To house this diverse material Steiner has devised a new theoretical model of his own. Understandably dissatisfied with the traditional triads (e.g., Dryden’s metaphrase, paraphrase, imitation), he proposes a four-part structure. There is first the moment or movement of “initiative trust,” the translator’s exposed sense that there is “something there.” (He contrives to smuggle literalism into this seemingly rather vacuous category.) Second, the act of aggression into or against the original. Third, importation which brings it home into the receiving language, itself likely to be modified in the process. Fourth and most difficult, what Steiner calls restitution or reciprocal enhancement. The translator has broken into and disrupted the integrity of the original and for this he must make amends by creating a condition whereby energy flows in both directions, not merely from source to version but vice versa since translation can illuminate and enrich its original.

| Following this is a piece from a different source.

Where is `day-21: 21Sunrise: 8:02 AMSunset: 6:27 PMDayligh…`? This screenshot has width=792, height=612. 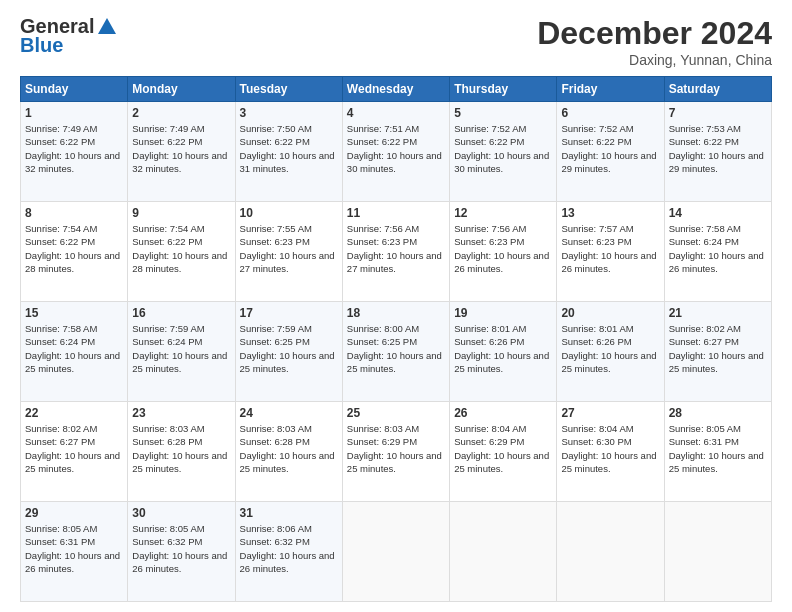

This is suggestive but I am not yet convinced of its general theoretical validity. It may be of value mainly to its creator, helping him to order his material. It is not clear, for one thing, how far Steiner’s fourfold represents different kinds of translation (as the ensuing analysis mainly suggests) or whether it points to theoretically discrete moments within any single act of translation. Sometimes it seems to provide little more than a new way of formulating judgments we could have reached without its aid. Thus to illustrate the concept of restitution Steiner takes some versions of the Priam/Achilles scene from Iliad 24. Chapman splendidly distorts; Hobbes is too thin; Pope has his own epic force but cannot meet Homer’s moral clarity; Lattimore, with his “peculiar cadence, part Longfellow, part Eisenhower,” persistently flattens. This leads to the unexceptionable conclusion that no version is “adequate to the original.” Does it help to rephrase this as “none restores the balance of equity”? I merely raise the question; the test of Steiner’s model is how it stands up to one’s own further reading in this field.
The book might have ended here but a further chapter follows that is in its way no less good. Having just brought his subject into close focus, Steiner now spreads out once more and argues that the very warp and woof of high Western culture has been composed of “translations” of a relatively few thematic constants: “Formal variation generated by, playing against an implicit constant is a central mode of Western art and letters.” The argument, of great humanistic and “comparative” interest, is conducted through a series of readings: Dryden and Pope redoing Horace; the messenger’s speech from Euripides’ Hippoly-tus refashioned (unity within variety) by Seneca and Racine; versions of pastoral lament from “Lycidas” to Auden’s elegy for Yeats. A culture, as Steiner puts it, “advances, spiralwise, via translations of its own canonic past.”
We think of Confucian China as peculiarly given to ancestor worship. And yet the West, so long as it kept its identity, was in its own way no less governed by ancestral pieties. We see this most clearly today as we prepare to abandon our stored and hoarded riches, our res, and sink back into the world mass. Should we take this step, it would carry us beyond Babel (and beyond translation), in the sense that linguistic diversity and “all the sweet remembered demarcations” (in David Jones’s phrase) would be eroded and finally lost. This would however not mean the realization, on a new ecumenical level, of the old dream of returning to the lost unison of Eden. Merely a relapse into a flattened, technologized pidgin.